Turkish Diacritic Remover

Removes ç, ğ, ı, ö, ş, ü for ASCII with dotless-i awareness

Strip Turkish-specific characters to plain ASCII with correct mappings: ç to c, ğ to g, ı to i, İ to I, ö to o, ş to s, ü to u. Avoids the default that leaves dotless ı unmapped.

Why does ı map to i and not stay unchanged?

The dotless ı is a distinct Turkish letter. Its natural ASCII fold is i. Many generic tools leave it untouched or get it wrong because Unicode normalization does not treat ı as a decorated i, so we map it explicitly.

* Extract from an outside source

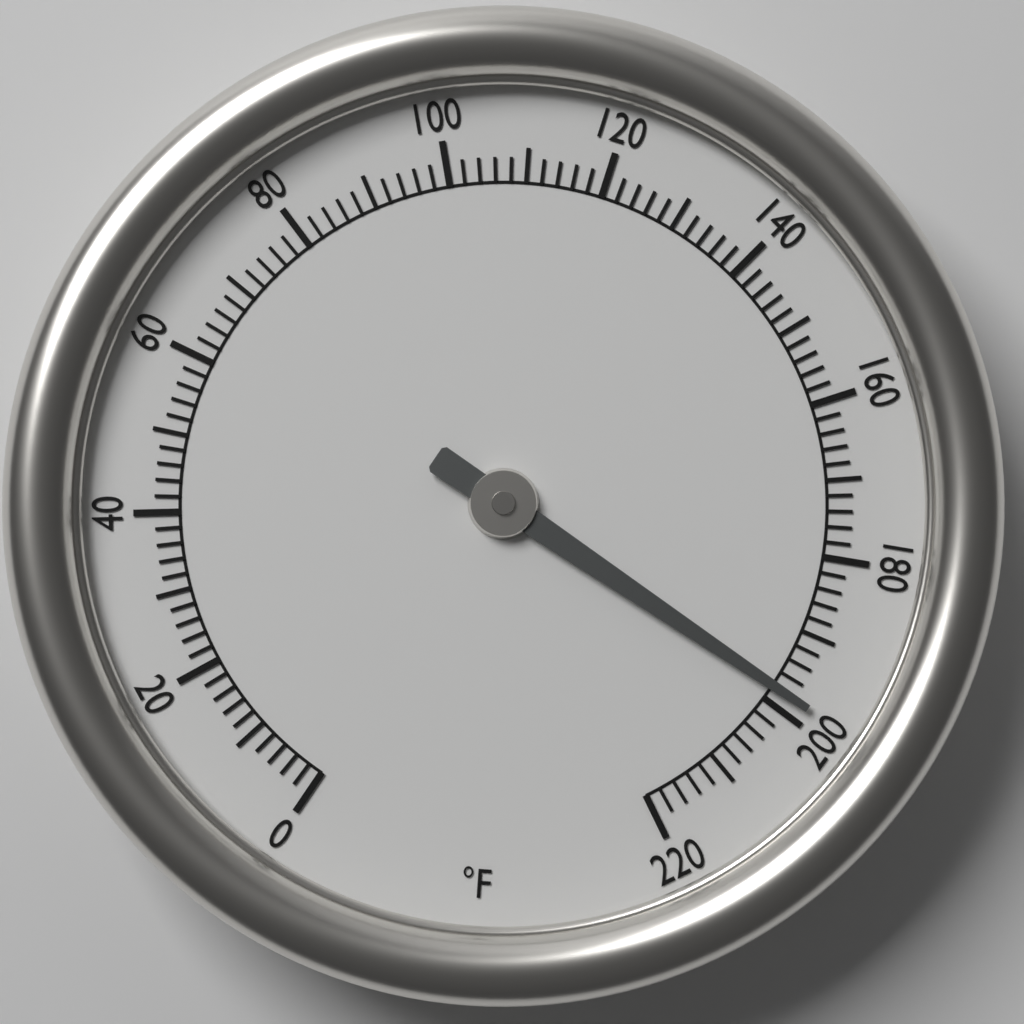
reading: 198 °F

Fold Turkish text to clean ASCII

Removing diacritics from Turkish is harder than it looks. Standard Unicode normalization (NFD) decomposes letters like é into e plus an accent, but Turkish letters such as ı, ğ, and ş are not decorated base letters — they are distinct code points. As a result, naive ASCII-folding code silently leaves them in place. This tool uses an explicit Turkish-aware map so every special character is converted correctly.

How it works

Each character is looked up in a fixed mapping table and replaced if it matches:

ç -> c    Ç -> C
ğ -> g    Ğ -> G
ı -> i    İ -> I
ö -> o    Ö -> O
ş -> s    Ş -> S
ü -> u    Ü -> U

Everything else — ordinary Latin letters, digits, punctuation, spaces — passes through unchanged. The two trickiest cases are the dotless ı, which folds to i, and the dotted capital İ, which folds to I.

Example

input:  Çağrı İstanbul'da güneşli bir öğle yaşıyor
output: Cagri Istanbul'da gunesli bir ogle yasiyor

Tips and notes

  • Use this before generating URL slugs, filenames, or legacy-system identifiers that must be ASCII-only.
  • Because the mapping is explicit, it does not depend on locale or normalization quirks across browsers.
  • All conversion happens locally in your browser, so the text stays private.